Tutu first came to wider international attention in 1980 when Pretoria withdrew his passport. It was restored the following year, and Tutu travelled widely, obtaining censures of apartheid from the US ambassador to the United Nations and Pope John Paul II, among others.
As Tutus profile grew and he did much to maintain it as an articulator of South Africas oppressed so did opposition to him among many white South Africans, including not a few Anglicans and even some of his fellow bishops.
With the rise to prominence of Allan Boesak, a Cape Town clergyman from the Coloured wing of the racially segregated Dutch Reformed Church, Tutu received a populist counterfoil. Where Boesak immersed himself directly in struggle politics, Tutu acted as the Christian conscience, a role similar to that played by Archbishop Denis Hurley (who, alas, merits only one fleeting mention in this book).
Buti Tlhagale, today Catholic bishop of Johannesburg, regarded Tutu and Dr Nthato Motlana as the two key figures in Soweto. Again, Tutu saw Motlana as the political personality, describing himself in such terms: Im not a thinker, I cant analyse. Im a feeling person; maybe I get inspirations.
On September 3, 1984 the Vaal Triangle blew up in political protest (with bloody repercussions which would lead to the declaration of successive states of emergency). A month later, Tutu was in New York when he was revealed as that years Nobel Peace Prize winner a fortuitous circumstance which ensured maximal exposure for the struggle.
The award naturally incensed the Botha government, but also drew a bitter response from author Alan Paton and from the South African Communist Party, which objected to Tutus comment that compared communism to apartheid and Nazism.
The Nobel prize opened doors for Tutu. Allens account of his meetings with world leaders, particularly his discordant relationship with US President Ronald Reagan, is fascinating.
In February 1985 Tutu became bishop of Johannesburg, and a year later archbishop of Cape Town and thus primate of Anglicans in southern Africa. As an archbishop, Tutu was thoughtful and strict, but not always present, spending half his time outside the archdiocese.
Politically he continued to agitate, forming with Boesak and Catholic Archbishop Stephen Naidoo a trinity of church negotiators in defusing crises in Cape Town. After police shootings in Cape Town on election night in September 1989, in which more than 20 people were killed by the police, Tutu unilaterally called a protest march a symbol of defiance during apartheid starting at Cape Towns Anglican St Georges cathedral. After negotiations, new state president FW de Klerk allowed the march to go ahead, the first such concession under apartheid.
The march drew a crowd of 35000 rainbow people (as Tutu dubbed them that day) and was replicated throughout South Africa. According to de Klerk, it helped push apartheid over the cliff.
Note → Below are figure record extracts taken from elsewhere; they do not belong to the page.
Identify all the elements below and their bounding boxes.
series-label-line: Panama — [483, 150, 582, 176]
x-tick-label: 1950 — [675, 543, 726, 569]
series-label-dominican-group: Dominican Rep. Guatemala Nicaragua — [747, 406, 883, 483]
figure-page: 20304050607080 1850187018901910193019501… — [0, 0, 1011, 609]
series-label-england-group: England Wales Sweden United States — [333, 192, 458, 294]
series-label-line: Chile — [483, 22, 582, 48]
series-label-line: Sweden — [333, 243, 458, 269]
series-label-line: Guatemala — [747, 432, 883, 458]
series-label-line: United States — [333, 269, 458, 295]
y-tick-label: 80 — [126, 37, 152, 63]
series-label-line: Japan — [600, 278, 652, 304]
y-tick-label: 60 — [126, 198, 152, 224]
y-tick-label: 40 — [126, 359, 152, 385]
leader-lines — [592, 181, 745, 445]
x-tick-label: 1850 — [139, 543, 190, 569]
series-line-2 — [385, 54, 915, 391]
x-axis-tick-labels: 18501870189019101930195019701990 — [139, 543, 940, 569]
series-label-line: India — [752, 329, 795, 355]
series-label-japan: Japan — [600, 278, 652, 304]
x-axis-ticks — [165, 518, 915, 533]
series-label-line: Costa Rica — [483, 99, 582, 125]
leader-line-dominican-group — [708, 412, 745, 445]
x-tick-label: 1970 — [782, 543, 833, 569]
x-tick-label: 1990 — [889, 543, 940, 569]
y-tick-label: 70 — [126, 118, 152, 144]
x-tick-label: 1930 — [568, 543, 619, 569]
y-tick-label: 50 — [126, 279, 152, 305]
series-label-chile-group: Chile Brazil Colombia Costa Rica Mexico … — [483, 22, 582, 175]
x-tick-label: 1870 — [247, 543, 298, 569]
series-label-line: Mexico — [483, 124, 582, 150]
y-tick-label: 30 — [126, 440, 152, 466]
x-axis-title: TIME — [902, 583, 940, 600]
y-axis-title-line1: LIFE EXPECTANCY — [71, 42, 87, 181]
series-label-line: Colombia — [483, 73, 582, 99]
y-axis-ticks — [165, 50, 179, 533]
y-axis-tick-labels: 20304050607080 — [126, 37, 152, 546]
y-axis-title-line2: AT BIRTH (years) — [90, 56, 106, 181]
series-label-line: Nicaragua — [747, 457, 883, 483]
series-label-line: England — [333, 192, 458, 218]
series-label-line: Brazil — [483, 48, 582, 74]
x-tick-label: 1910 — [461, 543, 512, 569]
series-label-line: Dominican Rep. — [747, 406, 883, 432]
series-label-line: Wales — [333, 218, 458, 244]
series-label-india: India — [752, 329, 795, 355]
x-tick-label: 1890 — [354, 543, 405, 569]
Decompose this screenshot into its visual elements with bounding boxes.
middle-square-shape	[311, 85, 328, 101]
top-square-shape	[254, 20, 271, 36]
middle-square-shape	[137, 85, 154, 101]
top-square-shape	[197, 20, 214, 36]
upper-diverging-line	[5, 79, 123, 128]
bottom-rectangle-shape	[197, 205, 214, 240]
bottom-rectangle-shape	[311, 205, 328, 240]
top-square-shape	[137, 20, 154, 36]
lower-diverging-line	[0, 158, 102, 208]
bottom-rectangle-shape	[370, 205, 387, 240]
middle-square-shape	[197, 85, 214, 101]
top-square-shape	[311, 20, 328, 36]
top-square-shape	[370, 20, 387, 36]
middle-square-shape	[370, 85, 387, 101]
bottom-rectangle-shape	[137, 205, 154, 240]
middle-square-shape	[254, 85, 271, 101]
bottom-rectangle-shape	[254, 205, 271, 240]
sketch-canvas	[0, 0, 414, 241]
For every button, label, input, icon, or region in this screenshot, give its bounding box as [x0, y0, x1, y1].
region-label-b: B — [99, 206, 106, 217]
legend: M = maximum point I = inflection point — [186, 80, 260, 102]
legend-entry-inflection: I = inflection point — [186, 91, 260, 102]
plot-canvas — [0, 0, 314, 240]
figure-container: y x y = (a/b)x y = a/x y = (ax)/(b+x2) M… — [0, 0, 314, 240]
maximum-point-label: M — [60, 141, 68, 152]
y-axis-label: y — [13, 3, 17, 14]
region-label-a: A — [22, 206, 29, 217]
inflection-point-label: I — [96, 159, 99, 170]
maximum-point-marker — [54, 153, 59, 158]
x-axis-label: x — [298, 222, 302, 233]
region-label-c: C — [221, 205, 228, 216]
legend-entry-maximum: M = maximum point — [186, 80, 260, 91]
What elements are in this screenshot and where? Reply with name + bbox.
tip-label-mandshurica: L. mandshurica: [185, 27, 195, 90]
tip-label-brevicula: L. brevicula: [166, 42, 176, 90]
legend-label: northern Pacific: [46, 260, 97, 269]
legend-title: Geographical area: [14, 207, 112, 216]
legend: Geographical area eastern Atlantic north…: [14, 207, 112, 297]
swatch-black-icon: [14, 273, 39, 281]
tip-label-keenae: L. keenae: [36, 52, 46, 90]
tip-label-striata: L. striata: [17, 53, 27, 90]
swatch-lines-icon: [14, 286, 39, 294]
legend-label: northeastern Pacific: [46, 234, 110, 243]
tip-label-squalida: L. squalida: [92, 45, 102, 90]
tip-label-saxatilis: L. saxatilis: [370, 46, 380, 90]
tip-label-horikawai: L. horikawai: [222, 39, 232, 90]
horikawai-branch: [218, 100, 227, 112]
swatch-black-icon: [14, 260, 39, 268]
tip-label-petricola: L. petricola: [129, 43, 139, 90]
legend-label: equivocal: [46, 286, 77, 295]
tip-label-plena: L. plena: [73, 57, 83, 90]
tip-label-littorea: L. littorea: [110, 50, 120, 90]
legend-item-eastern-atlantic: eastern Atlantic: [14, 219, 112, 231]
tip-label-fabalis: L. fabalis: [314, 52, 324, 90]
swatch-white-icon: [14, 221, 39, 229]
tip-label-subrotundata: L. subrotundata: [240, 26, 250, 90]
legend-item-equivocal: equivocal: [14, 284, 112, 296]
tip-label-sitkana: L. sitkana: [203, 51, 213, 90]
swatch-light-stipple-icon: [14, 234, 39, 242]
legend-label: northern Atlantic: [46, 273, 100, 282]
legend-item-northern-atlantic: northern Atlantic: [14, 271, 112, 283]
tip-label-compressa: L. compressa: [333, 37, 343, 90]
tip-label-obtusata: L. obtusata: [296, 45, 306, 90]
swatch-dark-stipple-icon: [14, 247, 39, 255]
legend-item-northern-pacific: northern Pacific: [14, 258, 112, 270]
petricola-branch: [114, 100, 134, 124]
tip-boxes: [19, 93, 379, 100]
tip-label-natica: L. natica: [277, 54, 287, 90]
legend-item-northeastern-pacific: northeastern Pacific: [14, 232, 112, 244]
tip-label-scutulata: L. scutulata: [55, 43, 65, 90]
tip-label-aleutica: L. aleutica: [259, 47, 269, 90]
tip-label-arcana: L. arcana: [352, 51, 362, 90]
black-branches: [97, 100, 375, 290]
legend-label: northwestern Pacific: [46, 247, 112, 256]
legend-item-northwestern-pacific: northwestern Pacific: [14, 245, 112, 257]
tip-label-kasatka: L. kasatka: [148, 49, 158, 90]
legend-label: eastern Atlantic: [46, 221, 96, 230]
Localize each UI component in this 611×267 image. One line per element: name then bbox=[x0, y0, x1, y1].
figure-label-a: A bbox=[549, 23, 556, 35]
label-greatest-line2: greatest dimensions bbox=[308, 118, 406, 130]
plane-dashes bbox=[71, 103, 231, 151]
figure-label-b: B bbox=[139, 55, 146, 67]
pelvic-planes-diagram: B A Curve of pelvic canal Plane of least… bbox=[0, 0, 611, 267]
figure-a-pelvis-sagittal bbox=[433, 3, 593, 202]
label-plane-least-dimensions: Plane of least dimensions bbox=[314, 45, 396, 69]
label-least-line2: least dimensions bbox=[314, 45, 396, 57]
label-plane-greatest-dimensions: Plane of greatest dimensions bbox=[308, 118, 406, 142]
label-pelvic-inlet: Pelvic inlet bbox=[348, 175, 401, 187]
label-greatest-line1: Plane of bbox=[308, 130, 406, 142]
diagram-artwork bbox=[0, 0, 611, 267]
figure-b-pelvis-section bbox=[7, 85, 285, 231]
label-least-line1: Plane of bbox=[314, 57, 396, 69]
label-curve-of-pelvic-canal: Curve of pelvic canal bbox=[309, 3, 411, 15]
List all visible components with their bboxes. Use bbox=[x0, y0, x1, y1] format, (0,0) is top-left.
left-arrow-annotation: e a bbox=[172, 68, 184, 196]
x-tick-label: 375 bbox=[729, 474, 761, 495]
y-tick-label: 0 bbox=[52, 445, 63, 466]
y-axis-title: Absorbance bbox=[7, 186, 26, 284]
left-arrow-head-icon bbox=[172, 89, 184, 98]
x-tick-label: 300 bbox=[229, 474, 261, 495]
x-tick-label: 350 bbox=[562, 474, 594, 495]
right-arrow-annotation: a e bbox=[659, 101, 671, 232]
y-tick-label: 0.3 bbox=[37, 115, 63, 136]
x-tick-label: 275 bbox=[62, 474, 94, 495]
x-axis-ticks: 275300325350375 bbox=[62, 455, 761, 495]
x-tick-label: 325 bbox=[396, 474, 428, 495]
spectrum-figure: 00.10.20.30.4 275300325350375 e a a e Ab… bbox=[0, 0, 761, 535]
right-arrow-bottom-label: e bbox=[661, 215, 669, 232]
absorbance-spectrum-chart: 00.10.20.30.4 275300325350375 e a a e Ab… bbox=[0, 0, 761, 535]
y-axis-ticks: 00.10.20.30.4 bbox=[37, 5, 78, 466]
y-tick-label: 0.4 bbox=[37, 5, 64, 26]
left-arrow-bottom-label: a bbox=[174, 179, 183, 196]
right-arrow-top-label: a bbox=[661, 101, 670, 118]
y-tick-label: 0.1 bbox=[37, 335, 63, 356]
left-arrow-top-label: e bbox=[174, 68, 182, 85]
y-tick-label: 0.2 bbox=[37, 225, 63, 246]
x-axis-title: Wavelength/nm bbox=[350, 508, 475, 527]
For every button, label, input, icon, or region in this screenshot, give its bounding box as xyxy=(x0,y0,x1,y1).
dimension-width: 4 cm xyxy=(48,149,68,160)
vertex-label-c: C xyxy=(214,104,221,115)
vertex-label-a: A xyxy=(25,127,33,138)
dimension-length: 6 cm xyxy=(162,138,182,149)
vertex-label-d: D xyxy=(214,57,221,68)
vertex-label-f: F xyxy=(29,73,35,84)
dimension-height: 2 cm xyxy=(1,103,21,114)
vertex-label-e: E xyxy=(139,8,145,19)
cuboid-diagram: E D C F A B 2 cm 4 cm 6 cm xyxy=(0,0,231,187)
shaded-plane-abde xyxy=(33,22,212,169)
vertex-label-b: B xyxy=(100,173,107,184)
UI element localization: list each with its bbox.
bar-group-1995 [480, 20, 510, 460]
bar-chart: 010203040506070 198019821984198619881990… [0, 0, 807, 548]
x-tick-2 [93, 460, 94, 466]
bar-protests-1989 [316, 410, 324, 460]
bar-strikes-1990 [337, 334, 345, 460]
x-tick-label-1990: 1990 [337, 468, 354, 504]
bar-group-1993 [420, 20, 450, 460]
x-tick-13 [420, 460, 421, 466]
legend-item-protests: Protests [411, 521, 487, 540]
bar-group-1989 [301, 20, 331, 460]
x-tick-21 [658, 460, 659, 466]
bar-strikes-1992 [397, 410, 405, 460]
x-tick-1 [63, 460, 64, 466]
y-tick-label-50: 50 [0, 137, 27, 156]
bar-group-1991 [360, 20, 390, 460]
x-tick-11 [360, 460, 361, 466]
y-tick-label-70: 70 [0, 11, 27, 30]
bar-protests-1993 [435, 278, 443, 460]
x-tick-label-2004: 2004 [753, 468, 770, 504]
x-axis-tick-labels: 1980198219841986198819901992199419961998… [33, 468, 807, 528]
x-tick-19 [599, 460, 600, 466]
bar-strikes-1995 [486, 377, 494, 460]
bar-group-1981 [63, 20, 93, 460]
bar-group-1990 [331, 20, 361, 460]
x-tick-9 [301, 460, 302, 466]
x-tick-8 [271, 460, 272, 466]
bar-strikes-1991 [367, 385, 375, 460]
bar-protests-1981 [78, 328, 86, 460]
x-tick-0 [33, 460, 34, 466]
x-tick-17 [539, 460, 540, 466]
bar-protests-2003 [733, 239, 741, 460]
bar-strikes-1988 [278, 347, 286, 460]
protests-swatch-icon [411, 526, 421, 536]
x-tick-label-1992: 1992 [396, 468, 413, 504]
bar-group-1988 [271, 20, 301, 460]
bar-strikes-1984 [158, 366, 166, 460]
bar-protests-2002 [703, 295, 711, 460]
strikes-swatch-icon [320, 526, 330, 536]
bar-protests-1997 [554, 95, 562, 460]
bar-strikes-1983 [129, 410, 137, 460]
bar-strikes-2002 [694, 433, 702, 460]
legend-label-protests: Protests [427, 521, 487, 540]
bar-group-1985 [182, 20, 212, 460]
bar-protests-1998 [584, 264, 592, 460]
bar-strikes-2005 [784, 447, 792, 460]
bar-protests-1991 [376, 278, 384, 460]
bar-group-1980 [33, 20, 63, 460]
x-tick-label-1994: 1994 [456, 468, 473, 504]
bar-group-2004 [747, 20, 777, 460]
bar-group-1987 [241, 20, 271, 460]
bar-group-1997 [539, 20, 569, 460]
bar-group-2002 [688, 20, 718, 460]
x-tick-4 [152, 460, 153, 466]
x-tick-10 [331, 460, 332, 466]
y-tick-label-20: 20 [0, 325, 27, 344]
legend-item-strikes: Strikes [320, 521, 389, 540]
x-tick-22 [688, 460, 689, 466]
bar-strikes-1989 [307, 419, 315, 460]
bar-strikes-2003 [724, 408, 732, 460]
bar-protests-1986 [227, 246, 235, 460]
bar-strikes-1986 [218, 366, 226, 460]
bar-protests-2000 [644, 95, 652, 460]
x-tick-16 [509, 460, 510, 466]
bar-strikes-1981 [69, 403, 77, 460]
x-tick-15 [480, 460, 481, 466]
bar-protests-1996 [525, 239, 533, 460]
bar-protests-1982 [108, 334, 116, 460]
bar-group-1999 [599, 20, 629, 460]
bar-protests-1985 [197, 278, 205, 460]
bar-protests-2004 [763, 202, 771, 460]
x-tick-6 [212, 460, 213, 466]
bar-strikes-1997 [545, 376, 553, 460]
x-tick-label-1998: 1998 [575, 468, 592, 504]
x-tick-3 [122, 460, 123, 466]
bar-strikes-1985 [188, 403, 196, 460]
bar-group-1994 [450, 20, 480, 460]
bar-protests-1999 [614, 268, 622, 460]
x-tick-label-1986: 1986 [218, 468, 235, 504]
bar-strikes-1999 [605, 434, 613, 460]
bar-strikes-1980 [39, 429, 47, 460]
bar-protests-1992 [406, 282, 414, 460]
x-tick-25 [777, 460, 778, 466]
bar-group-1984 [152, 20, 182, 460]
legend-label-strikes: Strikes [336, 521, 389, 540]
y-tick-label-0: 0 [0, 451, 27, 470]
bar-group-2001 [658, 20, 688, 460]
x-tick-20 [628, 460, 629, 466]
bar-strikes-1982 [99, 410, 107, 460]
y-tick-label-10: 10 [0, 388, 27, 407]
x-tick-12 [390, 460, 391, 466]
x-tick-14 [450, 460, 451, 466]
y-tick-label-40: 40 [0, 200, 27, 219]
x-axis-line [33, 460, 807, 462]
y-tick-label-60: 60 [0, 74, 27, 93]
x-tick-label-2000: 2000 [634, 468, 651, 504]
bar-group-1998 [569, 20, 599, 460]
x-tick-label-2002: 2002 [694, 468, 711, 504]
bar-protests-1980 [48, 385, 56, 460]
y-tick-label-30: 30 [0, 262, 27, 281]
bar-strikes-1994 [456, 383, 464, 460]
The final chapters follow Tutu through the interim period leading up to the inauguration of Nelson Mandela as first democratically elected president of South Africa, his dramatic chairmanship of the TRC, his peace efforts in Africa and beyond, and his public run-ins with the likes of Mandela, Thabo Mbeki and Mangosuthu Buthelezi.
Rabblerouser is assiduously researched. Allen expertly draws from archival material and extensive interviews he conducted with a wide range of people. The reader is frequently reminded of the latter labour when quotes are referenced in the narrative to interviews with the present writer, a phrase that the pedantic reader might after repetition find intrusive.
Allens narrative style evokes his subjects character: it is thoroughly entertaining, inspiring, uncomplicated and thought-provoking.
An authorised biography by its nature cannot represent the definitive life of its subject. Rabblerouser, however, comes as close to attaining that quality as one might hope for.